* _The task_: From the records below, state how many lines include the word "profile", giving only that number.

Items listed in a dataset:
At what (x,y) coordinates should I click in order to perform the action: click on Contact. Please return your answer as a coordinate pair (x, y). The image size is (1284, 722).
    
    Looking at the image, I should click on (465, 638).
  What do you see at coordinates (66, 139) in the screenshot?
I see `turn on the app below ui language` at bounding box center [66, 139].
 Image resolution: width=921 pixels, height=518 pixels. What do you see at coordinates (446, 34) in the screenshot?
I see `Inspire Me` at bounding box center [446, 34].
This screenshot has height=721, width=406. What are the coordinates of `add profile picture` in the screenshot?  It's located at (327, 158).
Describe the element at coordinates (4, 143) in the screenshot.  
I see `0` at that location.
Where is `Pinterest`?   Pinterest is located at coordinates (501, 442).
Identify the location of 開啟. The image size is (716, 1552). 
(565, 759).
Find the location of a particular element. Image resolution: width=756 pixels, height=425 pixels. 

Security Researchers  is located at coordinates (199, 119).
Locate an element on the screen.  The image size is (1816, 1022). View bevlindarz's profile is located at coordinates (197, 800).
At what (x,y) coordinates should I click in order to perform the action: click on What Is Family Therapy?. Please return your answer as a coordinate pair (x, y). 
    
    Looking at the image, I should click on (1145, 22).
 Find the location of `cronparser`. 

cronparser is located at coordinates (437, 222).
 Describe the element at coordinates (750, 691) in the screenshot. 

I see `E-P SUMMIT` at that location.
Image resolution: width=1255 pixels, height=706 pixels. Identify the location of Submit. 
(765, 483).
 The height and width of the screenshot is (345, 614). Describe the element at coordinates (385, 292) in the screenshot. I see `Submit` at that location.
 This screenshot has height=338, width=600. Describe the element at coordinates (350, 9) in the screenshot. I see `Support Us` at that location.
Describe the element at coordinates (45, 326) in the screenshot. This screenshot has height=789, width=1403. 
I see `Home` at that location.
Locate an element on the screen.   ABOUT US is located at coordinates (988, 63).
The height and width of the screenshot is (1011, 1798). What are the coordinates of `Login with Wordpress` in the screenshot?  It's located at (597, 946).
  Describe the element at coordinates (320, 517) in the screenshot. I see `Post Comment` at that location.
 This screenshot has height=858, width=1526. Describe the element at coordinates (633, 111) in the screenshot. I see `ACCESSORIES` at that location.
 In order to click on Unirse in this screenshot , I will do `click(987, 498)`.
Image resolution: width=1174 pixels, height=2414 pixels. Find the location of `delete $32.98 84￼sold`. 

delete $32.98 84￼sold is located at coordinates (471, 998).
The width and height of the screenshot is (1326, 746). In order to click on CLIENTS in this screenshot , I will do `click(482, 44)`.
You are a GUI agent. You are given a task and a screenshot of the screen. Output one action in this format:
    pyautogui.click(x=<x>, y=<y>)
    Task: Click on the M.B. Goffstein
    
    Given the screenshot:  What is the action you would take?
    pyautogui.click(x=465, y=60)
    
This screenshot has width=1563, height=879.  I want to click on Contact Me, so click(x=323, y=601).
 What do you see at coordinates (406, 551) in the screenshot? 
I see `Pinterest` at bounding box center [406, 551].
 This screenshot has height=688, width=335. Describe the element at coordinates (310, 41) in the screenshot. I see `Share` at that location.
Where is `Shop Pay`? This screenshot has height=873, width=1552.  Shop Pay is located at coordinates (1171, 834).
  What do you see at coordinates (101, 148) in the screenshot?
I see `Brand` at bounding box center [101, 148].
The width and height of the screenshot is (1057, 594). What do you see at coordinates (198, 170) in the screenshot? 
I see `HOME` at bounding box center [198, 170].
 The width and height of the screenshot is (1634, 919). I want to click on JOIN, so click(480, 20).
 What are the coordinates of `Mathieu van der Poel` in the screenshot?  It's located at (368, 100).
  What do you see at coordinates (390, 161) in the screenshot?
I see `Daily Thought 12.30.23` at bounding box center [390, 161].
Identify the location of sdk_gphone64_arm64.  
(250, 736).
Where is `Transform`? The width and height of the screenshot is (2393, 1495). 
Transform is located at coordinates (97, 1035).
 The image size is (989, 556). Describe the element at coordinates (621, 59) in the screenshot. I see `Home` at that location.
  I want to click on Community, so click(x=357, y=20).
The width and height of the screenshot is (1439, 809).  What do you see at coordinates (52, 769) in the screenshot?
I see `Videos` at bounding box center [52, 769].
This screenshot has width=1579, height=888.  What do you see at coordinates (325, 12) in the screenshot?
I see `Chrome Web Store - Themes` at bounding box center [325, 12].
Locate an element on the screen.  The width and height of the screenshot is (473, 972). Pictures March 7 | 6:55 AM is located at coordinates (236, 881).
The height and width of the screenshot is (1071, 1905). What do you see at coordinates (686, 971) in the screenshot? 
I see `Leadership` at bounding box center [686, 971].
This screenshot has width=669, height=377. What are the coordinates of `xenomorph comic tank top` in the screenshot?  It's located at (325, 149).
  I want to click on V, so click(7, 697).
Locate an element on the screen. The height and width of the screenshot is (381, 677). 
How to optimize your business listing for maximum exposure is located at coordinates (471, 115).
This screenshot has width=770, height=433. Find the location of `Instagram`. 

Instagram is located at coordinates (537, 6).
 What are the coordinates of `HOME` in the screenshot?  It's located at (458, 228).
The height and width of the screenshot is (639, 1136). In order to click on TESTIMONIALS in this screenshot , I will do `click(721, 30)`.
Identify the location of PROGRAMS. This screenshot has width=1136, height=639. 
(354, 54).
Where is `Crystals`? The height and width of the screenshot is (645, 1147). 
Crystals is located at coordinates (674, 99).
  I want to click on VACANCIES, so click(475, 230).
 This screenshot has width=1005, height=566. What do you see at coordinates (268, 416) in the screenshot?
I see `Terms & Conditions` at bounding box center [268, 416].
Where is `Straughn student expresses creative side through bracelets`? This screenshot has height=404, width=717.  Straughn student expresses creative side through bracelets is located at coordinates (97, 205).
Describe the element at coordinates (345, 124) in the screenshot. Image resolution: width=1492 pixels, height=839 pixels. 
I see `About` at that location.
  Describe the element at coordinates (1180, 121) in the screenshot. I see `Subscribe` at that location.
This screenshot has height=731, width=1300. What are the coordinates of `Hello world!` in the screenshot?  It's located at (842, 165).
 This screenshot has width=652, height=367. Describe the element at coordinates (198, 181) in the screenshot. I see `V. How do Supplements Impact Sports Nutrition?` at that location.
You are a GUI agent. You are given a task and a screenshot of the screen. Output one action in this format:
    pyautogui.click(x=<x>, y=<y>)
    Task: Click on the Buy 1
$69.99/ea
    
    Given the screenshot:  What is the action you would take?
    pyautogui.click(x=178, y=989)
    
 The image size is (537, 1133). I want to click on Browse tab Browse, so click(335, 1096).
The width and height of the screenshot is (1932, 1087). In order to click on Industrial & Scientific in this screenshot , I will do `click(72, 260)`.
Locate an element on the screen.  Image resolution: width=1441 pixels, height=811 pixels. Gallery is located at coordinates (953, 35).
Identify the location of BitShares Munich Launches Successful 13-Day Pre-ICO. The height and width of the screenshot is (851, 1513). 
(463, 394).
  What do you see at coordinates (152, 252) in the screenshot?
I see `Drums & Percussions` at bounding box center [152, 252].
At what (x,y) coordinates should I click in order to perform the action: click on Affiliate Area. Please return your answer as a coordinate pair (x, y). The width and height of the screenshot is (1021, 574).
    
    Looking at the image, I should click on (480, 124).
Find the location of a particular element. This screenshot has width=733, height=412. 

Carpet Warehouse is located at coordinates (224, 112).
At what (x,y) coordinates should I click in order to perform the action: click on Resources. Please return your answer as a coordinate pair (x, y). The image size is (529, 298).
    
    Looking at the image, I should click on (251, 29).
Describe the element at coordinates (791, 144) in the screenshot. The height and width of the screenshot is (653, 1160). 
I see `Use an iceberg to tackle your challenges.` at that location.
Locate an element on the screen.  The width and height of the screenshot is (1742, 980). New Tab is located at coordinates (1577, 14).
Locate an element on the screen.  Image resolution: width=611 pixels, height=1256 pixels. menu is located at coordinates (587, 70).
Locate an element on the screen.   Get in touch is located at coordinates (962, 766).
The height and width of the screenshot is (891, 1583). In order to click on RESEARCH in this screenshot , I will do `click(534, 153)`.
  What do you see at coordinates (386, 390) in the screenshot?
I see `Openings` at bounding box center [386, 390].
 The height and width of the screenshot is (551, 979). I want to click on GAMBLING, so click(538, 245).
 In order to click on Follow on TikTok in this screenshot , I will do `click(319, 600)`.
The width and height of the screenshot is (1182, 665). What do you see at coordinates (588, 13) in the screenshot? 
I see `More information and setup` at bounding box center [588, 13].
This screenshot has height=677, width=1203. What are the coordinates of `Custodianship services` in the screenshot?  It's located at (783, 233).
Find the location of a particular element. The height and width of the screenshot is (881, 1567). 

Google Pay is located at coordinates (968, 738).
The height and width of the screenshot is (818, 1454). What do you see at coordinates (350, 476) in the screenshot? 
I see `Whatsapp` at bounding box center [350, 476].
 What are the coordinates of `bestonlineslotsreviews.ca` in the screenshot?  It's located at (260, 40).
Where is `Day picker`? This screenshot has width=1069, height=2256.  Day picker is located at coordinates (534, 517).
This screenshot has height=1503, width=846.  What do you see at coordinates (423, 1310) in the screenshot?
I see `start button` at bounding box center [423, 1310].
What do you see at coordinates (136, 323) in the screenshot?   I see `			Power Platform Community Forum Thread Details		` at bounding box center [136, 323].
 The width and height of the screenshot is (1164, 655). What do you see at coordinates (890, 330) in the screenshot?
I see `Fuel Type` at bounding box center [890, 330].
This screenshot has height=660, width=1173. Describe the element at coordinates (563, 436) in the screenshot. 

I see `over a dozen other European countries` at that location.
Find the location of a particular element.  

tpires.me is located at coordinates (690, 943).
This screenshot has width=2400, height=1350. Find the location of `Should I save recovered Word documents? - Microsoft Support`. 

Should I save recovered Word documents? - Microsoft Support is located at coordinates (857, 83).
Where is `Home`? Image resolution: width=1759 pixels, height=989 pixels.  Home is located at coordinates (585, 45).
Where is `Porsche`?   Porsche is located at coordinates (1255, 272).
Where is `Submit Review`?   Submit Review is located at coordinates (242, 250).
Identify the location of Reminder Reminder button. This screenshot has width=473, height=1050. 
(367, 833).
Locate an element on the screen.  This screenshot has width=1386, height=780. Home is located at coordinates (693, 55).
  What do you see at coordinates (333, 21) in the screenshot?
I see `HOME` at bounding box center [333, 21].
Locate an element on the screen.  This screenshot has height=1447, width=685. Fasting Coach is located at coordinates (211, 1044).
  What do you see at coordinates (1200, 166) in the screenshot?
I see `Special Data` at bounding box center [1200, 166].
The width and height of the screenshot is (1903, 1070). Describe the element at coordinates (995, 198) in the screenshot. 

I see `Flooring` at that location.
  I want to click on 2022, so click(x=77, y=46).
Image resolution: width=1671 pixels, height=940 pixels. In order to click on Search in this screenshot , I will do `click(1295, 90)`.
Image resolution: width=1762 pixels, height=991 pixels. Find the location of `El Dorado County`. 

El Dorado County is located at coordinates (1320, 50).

* _Response to this task_: 2